Mr. Trudeau has lamented a “brain drain” of Canada’s best tech minds, saying at a recent Google event in Toronto, “Quite frankly, we’re tired of Google poaching our best graduates from the University of Waterloo and sucking them down to California.”

.. Trudeau wrote to Mr. Bezos, asking him to consider Canada because of its inclusiveness, single-payer health-care system, and an immigration system designed to attract high-skilled talent.

.. Canada is widely considered to be at the nucleus of some world-leading research in areas such as machine learning and artificial intelligence.

.. Seminal work published by University of Toronto’s Geoffrey Hinton, University of Montreal’s Yoshua Bengio and others has spawned advancements in voice recognition and automated driving. Mr. Hinton published breakthrough research on “deep learning” in 2007 and 2012 that ushered in a new wave of AI and the potential it could have for smartphones, self-driving cars and other devices.

.. Canada’s AI talent pool is also the third biggest in the world behind the U.S. and the U.K., with about 1,100 researchers in the country

.. An Amazon move to Toronto might also end up being a “Trojan horse” that would draw Canadian workers to the company’s Seattle base rather than improve Canada’s economy

.. “The best and brightest Canadian engineers or marketers that operate under Amazon Canada will see their career path head down to Seattle, not in Canada,”

.. He says companies like Facebook have different needs than startups, noting that staff at Facebook’s AI lab in Montreal are focused on more advanced research.

.. Cole Clifford, a 23-year-old machine-learning engineer at Toronto-based startup DeepLearni.ng , said he received about 50 recruiter emails in his LinkedIn account last month, most of them from Silicon Valley firms

.. the Canadian government spent C$125 million last March to set up new AI “superclusters” in Toronto

.. The goal is to keep researchers in Canada and create 1,000 AI graduates in the next five years

.. “We aren’t realizing that the intellectual property developed by these individuals and all of those economic benefits are rarely in Canada and not taxed in Canada,” Mr.
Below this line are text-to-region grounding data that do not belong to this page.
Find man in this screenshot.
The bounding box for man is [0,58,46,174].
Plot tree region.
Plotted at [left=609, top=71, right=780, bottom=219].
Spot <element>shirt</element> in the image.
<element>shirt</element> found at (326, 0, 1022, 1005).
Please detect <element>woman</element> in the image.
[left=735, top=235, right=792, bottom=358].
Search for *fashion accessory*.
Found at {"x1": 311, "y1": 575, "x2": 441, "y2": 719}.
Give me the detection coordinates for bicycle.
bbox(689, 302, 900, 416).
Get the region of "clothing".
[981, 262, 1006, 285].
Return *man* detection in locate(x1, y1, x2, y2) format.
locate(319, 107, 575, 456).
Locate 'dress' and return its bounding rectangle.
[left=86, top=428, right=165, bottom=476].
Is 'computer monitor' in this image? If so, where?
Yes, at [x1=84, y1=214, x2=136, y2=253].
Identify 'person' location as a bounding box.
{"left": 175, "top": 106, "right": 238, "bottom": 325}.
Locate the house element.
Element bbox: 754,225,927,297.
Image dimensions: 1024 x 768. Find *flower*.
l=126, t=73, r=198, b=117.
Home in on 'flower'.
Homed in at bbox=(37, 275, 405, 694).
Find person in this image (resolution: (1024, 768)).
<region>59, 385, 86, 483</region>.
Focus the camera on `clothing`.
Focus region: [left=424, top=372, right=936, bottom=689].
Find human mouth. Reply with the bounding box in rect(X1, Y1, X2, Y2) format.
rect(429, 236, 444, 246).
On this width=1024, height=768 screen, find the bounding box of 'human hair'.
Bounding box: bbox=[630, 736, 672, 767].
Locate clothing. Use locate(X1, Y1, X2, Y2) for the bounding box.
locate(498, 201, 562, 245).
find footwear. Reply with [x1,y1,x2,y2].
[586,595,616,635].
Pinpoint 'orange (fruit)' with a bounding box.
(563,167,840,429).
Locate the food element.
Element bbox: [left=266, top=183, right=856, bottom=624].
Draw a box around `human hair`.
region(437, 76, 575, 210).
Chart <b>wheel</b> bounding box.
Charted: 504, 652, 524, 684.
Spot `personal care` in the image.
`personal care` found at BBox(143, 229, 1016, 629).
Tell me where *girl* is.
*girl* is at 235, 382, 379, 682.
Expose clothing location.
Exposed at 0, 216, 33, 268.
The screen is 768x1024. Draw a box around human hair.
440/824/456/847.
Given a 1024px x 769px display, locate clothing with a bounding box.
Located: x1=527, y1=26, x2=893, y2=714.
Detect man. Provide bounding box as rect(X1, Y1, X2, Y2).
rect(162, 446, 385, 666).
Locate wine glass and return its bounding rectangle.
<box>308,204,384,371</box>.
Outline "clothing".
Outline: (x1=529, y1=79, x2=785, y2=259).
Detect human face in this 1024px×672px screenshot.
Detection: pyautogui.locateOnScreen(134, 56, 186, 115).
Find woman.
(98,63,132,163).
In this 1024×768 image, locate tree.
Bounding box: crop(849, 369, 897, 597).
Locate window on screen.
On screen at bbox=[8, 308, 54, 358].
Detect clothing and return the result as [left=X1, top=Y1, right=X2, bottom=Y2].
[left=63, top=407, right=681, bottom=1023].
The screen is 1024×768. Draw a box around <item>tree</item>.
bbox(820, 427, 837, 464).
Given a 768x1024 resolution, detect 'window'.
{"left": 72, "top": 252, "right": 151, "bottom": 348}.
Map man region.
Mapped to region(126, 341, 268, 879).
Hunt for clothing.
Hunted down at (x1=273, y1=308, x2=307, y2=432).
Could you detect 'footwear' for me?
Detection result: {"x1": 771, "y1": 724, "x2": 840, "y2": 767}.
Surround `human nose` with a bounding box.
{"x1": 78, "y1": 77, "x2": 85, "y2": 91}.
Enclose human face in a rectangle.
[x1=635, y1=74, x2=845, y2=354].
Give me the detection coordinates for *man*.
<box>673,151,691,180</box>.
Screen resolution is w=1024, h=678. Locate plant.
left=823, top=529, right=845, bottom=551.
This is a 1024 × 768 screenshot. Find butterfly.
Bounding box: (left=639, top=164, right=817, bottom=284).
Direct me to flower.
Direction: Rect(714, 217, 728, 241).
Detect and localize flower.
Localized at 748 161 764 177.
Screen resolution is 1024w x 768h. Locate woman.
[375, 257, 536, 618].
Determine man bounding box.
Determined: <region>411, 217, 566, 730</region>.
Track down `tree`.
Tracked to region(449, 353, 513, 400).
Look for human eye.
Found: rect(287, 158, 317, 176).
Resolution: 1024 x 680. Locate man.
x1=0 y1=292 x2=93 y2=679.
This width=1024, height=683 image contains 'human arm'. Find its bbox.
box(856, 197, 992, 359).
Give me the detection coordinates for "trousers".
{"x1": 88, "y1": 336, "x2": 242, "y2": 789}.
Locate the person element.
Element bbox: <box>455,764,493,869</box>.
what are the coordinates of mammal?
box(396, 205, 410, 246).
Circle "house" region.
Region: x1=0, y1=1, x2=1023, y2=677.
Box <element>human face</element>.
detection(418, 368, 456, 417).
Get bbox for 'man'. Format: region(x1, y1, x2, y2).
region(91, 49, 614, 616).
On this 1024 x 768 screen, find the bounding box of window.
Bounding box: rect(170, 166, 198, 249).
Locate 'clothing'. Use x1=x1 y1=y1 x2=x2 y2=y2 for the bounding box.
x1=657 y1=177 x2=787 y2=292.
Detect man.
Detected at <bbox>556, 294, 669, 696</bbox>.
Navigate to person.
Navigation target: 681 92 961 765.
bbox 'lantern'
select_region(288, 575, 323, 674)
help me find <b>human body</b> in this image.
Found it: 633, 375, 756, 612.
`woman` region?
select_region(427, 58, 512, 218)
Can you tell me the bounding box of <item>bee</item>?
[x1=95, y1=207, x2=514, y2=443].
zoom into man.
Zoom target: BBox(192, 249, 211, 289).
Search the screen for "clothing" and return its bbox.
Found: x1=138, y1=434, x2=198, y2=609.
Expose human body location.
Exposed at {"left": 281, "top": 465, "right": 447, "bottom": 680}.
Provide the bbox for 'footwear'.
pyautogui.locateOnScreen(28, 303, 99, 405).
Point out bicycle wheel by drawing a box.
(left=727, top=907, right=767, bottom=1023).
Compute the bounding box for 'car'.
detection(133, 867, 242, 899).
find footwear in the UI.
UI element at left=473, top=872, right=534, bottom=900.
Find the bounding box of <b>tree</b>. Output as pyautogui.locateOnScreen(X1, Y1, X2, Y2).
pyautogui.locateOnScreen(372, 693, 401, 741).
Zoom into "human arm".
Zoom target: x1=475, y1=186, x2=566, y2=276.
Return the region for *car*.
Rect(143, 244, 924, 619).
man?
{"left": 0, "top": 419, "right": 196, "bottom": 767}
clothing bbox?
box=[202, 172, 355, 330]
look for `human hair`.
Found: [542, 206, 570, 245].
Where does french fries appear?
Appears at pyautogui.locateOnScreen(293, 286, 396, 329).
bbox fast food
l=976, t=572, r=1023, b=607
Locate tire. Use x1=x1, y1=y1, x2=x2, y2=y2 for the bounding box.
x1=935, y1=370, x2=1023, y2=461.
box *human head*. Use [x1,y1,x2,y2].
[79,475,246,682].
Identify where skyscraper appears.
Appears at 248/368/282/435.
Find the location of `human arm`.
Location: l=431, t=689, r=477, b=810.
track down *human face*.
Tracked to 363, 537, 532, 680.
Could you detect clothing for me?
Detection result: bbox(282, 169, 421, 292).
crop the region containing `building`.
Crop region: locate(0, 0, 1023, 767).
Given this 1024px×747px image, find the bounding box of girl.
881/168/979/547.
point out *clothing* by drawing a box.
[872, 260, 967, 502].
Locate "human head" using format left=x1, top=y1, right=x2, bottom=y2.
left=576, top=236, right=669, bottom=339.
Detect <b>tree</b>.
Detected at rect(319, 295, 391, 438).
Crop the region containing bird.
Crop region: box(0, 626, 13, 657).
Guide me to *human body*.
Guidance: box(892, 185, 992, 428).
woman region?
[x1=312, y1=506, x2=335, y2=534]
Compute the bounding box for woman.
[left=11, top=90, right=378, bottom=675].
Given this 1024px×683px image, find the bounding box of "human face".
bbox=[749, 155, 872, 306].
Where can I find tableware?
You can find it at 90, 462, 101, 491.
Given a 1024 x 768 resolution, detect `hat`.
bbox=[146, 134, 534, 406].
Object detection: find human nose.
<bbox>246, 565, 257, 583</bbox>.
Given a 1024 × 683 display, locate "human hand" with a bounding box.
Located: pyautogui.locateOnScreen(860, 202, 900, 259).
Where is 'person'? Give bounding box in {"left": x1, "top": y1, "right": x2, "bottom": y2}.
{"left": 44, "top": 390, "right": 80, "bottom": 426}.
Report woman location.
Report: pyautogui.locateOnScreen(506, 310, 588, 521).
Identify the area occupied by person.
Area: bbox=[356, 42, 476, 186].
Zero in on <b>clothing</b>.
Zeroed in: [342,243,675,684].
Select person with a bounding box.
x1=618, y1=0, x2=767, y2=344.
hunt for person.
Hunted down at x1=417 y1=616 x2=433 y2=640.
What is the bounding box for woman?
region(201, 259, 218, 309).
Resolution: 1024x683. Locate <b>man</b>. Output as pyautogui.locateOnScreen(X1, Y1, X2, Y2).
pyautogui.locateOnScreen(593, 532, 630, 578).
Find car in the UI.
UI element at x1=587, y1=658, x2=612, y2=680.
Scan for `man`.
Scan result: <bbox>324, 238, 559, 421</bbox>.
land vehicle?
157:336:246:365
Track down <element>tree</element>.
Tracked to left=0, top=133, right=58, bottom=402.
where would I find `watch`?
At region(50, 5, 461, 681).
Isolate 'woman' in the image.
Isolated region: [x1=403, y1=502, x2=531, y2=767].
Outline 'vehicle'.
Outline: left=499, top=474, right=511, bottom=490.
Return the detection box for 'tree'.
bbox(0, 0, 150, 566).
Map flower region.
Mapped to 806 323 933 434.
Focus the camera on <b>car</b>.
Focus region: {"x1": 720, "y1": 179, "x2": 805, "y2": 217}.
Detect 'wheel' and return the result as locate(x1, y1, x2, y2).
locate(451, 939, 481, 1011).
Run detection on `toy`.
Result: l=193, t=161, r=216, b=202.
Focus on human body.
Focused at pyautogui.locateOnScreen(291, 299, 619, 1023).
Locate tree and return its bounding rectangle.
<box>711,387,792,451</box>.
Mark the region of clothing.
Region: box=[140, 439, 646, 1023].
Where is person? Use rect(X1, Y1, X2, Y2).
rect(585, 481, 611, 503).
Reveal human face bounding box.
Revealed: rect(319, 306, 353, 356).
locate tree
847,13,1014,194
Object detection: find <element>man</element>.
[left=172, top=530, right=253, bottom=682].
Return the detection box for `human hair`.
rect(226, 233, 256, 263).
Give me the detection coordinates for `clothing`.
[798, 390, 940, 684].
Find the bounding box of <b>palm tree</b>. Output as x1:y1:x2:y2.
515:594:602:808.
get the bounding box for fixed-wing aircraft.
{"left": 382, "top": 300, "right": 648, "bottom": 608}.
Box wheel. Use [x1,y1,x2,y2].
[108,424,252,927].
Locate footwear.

Ruffalo said. “That’s the problem.”

.. One potential avenue for keeping foreign companies in check is for Canada to withhold R&D tax incentives

.. Another option is to create a government-backed sovereign patent fund, similar to what South Korea, Japan and France have launched in recent years, which would protect smaller startups from patent claims by foreign companies

Amazon Review Policy Change & More

Amazon now requires you to purchase a minimum of $50 worth of books or other products before you can leave a review or answer questions about a product. These purchases, and it looks like it is a cumulative amount, must be purchased via credit card or debit card — gift cards won’t count. This means someone can’t set up a fake account, buy themselves a gift card and use it to get around the policy.